BROWN’S ANNUAL MIDNIGHT HALLOWEEN ORGAN CONCERT

Every year, Brown University’s Sayles Hall plays host to a full-capacity crowd for the university's annual midnight organ concert. In lieu of traditional seating, audience members bring blankets and pillows to cozy up on the floor and listen to pieces ranging from Bach's "Toccata and Fugue in D Minor" to the "Monster Mash."

The music is performed on Brown's 1903 Hutchings-Votey pipe organ - the largest remaining Hutchings-Votey organ in the world, by Brown’s university organist and music professor, Mark Steinbach, who is carried into the hall in a coffin!

Steinbach then mesmerizes his audience as he negotiates the organs’ three keyboards and dozens of foot pedals with an air of gothic ferver.

UNIVERSITY OF PENNSYLVANIA’S “HEY DAY”

Following a tradition that dates back to 1916, the University of Pennsylvania’s Juniors (third year students) celebrate ‘Hey Day’ every May - the day celebrating their advancement to their senior and final year as their predecessors graduate.

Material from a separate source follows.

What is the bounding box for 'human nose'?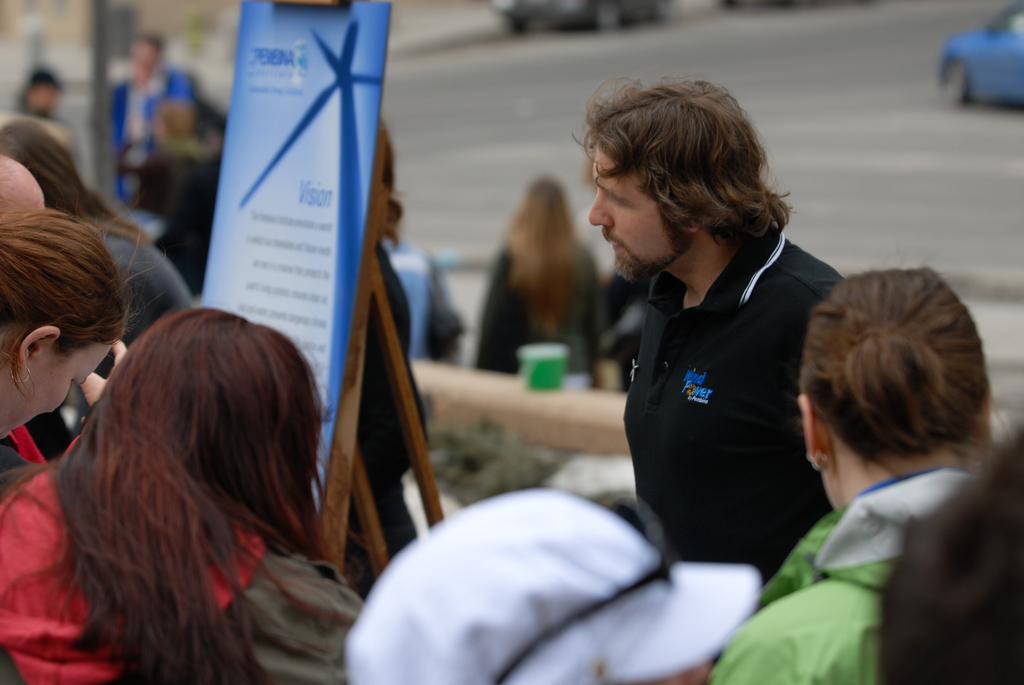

On this day, the Juniors don red shirts, mahogany walking canes and straw flat brimmed hats as they march along Locust Walk over the Class of 1949 Generational Bridge before continuing on to College Green where they are met by the University President. After singing a rousing rendition of “The Red and The Blue’, the Juniors are officially announced Seniors and the real celebrations begin!